In her modest three years as a recording artist, LA singer-songwriter Julia Holter has recorded as many albums – not a groundbreaking proposition, despite its rarity in the ’00s, until you hear any one of the masterfully complex compositions that make them up. Pitchfork bait supreme (every album, incredibly rarely, earning above 8.0 and two ‘Best New Music’ badges), Holter does resonate with all the right intellectualisms for the distinguished/pretentious muso, borrowing from musical (and literary) modernism, jazz and her own fascinating imagination. But rather than being reduced to the opaque and highbrow, each album has remained wholly listenable despite its complexity. This hit its peak with this summer’s Loud City Song, which swept the critical board (including XYZ’s own – read our review here with its majestic spread of spine-chilling, earth-shakingly beautiful pieces, ranging from the world-in-a-teacup delicacy of opener ‘World’, through the tear-inducing swells of ‘Maxim’s I’ and brass-thumping ‘This Is A True Heart’. Despite being written about an imagined Paris dreamworld, the album’s metropolis shimmered with the mystery of Holter’s native L.A. as if seen through a David Lynch, surreal neo-noir lens – but as with her music as a whole, don’t let this put you off. Beneath all the big words, it’s just chock full of stirring, wonderful sounds.
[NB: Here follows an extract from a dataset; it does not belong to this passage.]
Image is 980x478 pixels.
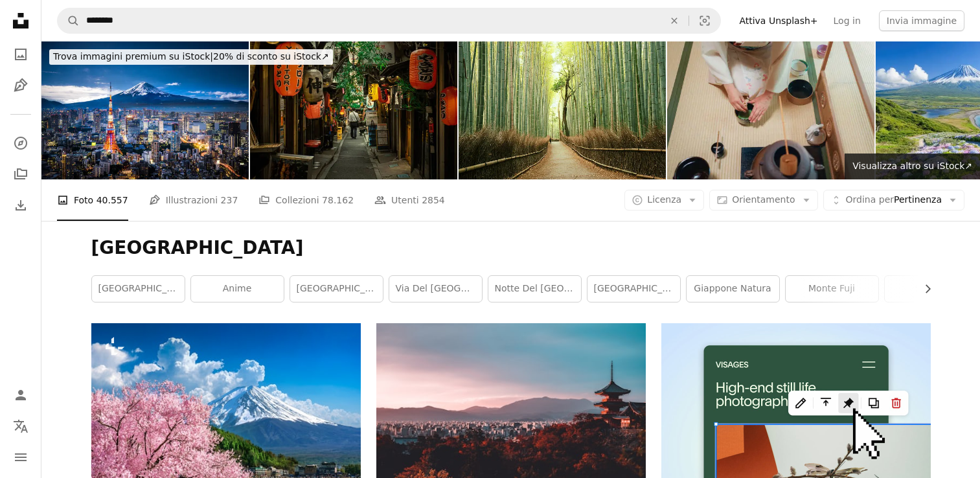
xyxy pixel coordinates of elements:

The chief wonderful sound in question is, of course, Holter’s voice. Though strings, brass and echo form in many ways the main structure of her latest work, it’s unquestionably her own breathy, crystal clear tones that always pierce through the murk. Live, it is as unfaltering as her impeccable band (saxophone, cello, violin and drums), but with the added air of intrigue that come with Holter’s performance – sugary but eerie, just like the creepy performances of Lynchian crooners (a la Julee Cruise). Only when you see Holter from among Komedia’s suitably cabaret seating, you know that there are no Twin Peaks giants and murderers or Blue Velvet psychopaths waiting in store – just a swiftly burgeoning back catalogue of increasingly powerful songs from one of the most consistently original songwriters around.
Doors at 7.30pm, £13 plus booking fee, Aged 14+.
Head to komedia.co.uk/brighton for more info and to buy tickets, also available from Resident Records. For more info about Holter, check out her website.